Note: This bug is displayed in read-only format because
the product is no longer active in Red Hat Bugzilla.
RHEL Engineering is moving the tracking of its product development work on RHEL 6 through RHEL 9 to Red Hat Jira (issues.redhat.com). If you're a Red Hat customer, please continue to file support cases via the Red Hat customer portal. If you're not, please head to the "RHEL project" in Red Hat Jira and file new tickets here. Individual Bugzilla bugs in the statuses "NEW", "ASSIGNED", and "POST" are being migrated throughout September 2023. Bugs of Red Hat partners with an assigned Engineering Partner Manager (EPM) are migrated in late September as per pre-agreed dates. Bugs against components "kernel", "kernel-rt", and "kpatch" are only migrated if still in "NEW" or "ASSIGNED". If you cannot log in to RH Jira, please consult article #7032570. That failing, please send an e-mail to the RH Jira admins at rh-issues@redhat.com to troubleshoot your issue as a user management inquiry.
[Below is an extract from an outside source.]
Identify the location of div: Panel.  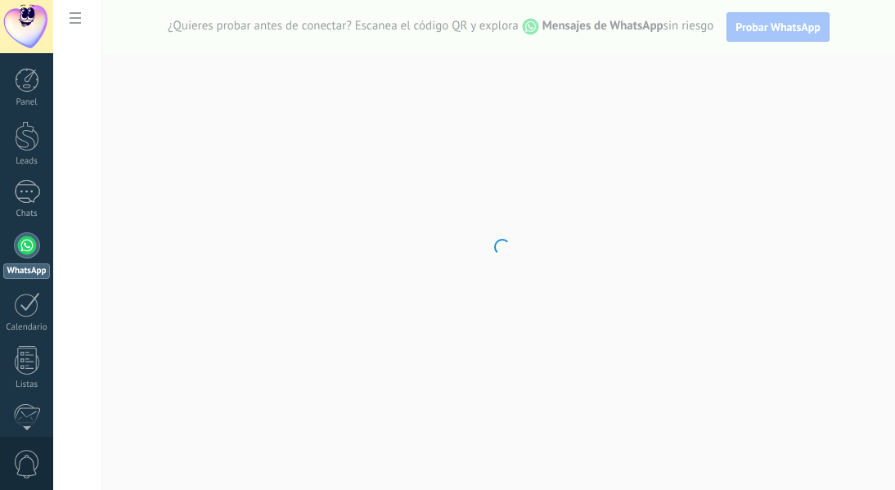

The email creates a ServiceNow ticket with Red Hat. Individual Bugzilla bugs that are migrated will be moved to status "CLOSED", resolution "MIGRATED", and set with "MigratedToJIRA" in "Keywords". The link to the successor Jira issue will be found under "Links", have a little "two-footprint" icon next to it, and direct you to the "RHEL project" in Red Hat Jira (issue links are of type "https://issues.redhat.com/browse/RHEL-XXXX", where "X" is a digit). This same link will be available in a blue banner at the top of the page informing you that that bug has been migrated.
In error recovery, most SCSI error recovery stages send a TUR (Test Unit Ready) command for every bad command when a driver error handler reports success. When several bad commands pointed to a same device, the device was probed multiple times. When the device was in a state where the device did not respond to commands even after a recovery function returned success, the error handler had to wait for the commands to time out. This significantly impeded the recovery process. With this update, SCSI mid-layer error routines to send test commands have been fixed to respond once per device instead of once per bad command, thus reducing error recovery time considerably.
DescriptionDave Wysochanski
2011-03-29 22:05:59 UTC
A non-responsive scsi target that "black hole"s commands leads to full scsi recovery logic, which includes sending TURs at various stages and waiting for timeouts. This process may take a long time, and it blocks dm-mp failover for multiple minutes, which may easily exceed an important application timeout (such as an Oracle voting disk).
In a typical scenario, the net-net is a customer who goes through the expense of implementing a dual-fabric, fully redundant storage environment sees the environment not failover as expected in the case of such a "black hole" or "slow draining" target, and thus, the expensive redundancy they paid for does not work.
Steps to Reproduce:
Configure a scsi target setup so that commands are silently dropped, but no transport or other error is reported (all commands timeout). One way to do this is with scsi_debug.
Actual results:
scsi recovery logic can take many minutes to complete, which blocks dm-mp from failing over to another path, and renders expensive dual fabric setups ineffective.
Expected results:
scsi error recovery, and thus, dm-mp, should complete in a reasonable amount of time so that application timeouts (such as oracle voting disk) do not get triggered if the "black hole" target type failure occurs.
Additional info:
David Jeffery has started a patchset which will address this issue and posted it to linux-scsi: http://www.spinics.net/lists/linux-scsi/msg51090.html
Created attachment 488905[details]
Reduce # of turs sent during scsi error recovery
Attached is a RHEL6 version of the patch which as be submitted (but not yet accepted) upstream.
Re-opening to track this specific case separately, as BZ 672437 is more general.
Comment 4RHEL Program Management
2011-05-13 15:24:04 UTC
This request was evaluated by Red Hat Product Management for inclusion
in a Red Hat Enterprise Linux maintenance release. Product Management has
requested further review of this request by Red Hat Engineering, for potential
inclusion in a Red Hat Enterprise Linux Update release for currently deployed
products. This request is not yet committed for inclusion in an Update release.
Technical note added. If any revisions are required, please edit the "Technical Notes" field
accordingly. All revisions will be proofread by the Engineering Content Services team.
New Contents:
In error recovery, most SCSI error recovery stages send a TUR (Test Unit Ready) command for every bad command when a driver error handler reports success. When several bad commands pointed to a same device, the device was probed multiple times. When the device was in a state where the device did not respond to commands even after a recovery function returned success, the error handler had to wait for the commands to time out. This significantly impeded the recovery process. With this update, SCSI mid-layer error routines to send test commands have been fixed to respond once per device instead of once per bad command, thus reducing error recovery time considerably.
Since the problem described in this bug report should be
resolved in a recent advisory, it has been closed with a
resolution of ERRATA.
For information on the advisory, and where to find the updated
files, follow the link below.
If the solution does not work for you, open a new bug report.